The older woman looked at him mistrustfully a moment, then leaned in and put a finger into the box.

“Take a small pinch, please, both of you. Rub it onto your skin.” He watched them obey him like sleepwalkers. “You’ll agree it does no harm?”

They both nodded, like mechanical toys. He straightened up. “Good. Now, should I bring Miriam in? Or would you prefer…”

Mrs. Rush looked up at the older woman. The retainer pursed her lips and left the room.

“It’s Mimi,” Mrs. Rush said brokenly. “No one ever calls her Miriam.”

Out in the corridor, Duncan heard a key in a lock, a door opened.

The shrieking began in earnest. The woman came back, dragging a thrashing, flailing, diminutive rag-clad figure by one thin arm.

It resembled nothing so much as a three- or four-year-old girl with similar features to Mrs. Rush herself, and it was clearly terrified of everyone and everything in the room.

“Mama, Mama, no, don’t let them,” it wailed. “Don’t let them burn me!”

Mrs. Rush dissolved in tears, buried her face in her hands.

“Mama, please, I’ll be good, I didn’t mean it, please, Mama, please, I won’t—”

Duncan hissed a word of command in Skogurtal, and the creature blinked, then shut up as if its jaw were a sprung trap.

It was all the evidence he needed. Nothing human could be compelled in the Forest speech that way.

But of course it would not do for the mother, and Duncan felt a tiny prickling sensation in his throat at that tenacity, an unquantified blend of joy and rage and loss that threatened to prick out tears in his eyes. He swallowed hard. Cleared his throat.

“Let me hold her,” he said very gently.

And rapidly, before anyone could react, he stepped across and took the child by both thin wrists from behind, held the skinny arms apart.

The older woman let go, startled. Duncan lifted the creature forward so it stood right in front of the mother.

He felt how its muscles tensed and writhed, fighting his grip.

He widened his arms, pulled seeming-Mimi into something resembling a crucifixion.

Tears flooded the child’s eyes, flooded down its face. It moaned and writhed.

But it no longer spoke.

“Mrs. Rush.” Duncan, urgently now—this had to be done fast, while her fortitude lasted. “For your own peace of mind, I would like you to take some of the iron filings and gently rub them on this child’s arm.”
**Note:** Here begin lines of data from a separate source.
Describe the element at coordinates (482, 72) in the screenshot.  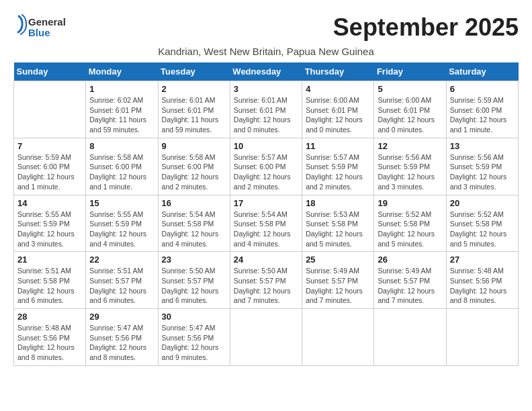
I see `calendar-day-header: Saturday` at that location. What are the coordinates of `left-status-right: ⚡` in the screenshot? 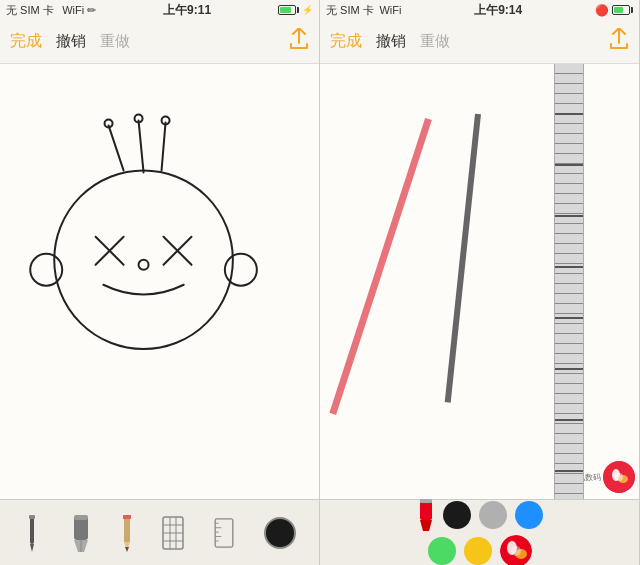 It's located at (296, 10).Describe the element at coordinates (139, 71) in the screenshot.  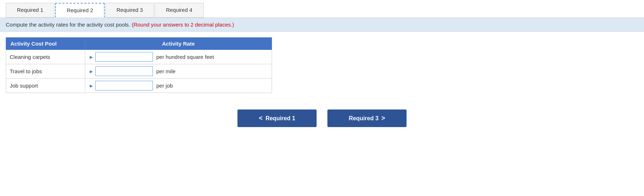
I see `table-row: Travel to jobs ► per mile` at that location.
She stared at him, long moments in which he saw the truth finally breach the walls she’d built in her mind, erupt to the conscious level, where it could no longer be denied.

She made a noise, a convulsive sob that wracked her whole body.

But when she met his eyes again, he saw the change, the new determination to go with the knowledge she now would not deny.

She pressed her lips together, tears still welling up, still spilling down her cheeks.

But she did it.

She pinched up the iron filings in her fingers, reached out for the thing that looked like her daughter. The creature’s muscles cabled against Duncan’s grip. It kicked out, twisted and thrashed. Duncan grimaced, tightened his hold, and nodded urgently at Irene Rush.

“I’m sorry,” she wept.

But she pressed the iron filings onto one thin arm near the elbow.

Duncan averted his eyes.

Flash-flare, magnesium bright, blinding in the dimly lit room.

The mother screamed, but it was lost in the high, ululating howl that broke from the child, and put every hair on Duncan’s body erect. It was all he could do to maintain his grip, haul back and prevent the creature from kicking Mrs. Rush in the face.

A sudden reek of scorching stormed the room, made the two women gag.

Then acrid smoke, ribboning up off a wound that glowed moss green in the blotched and blunted vision the flare had left them.

Duncan wrestled the thrashing sprite back, away from the mother it had fooled.

“Your daughter is in the Forest,” he said.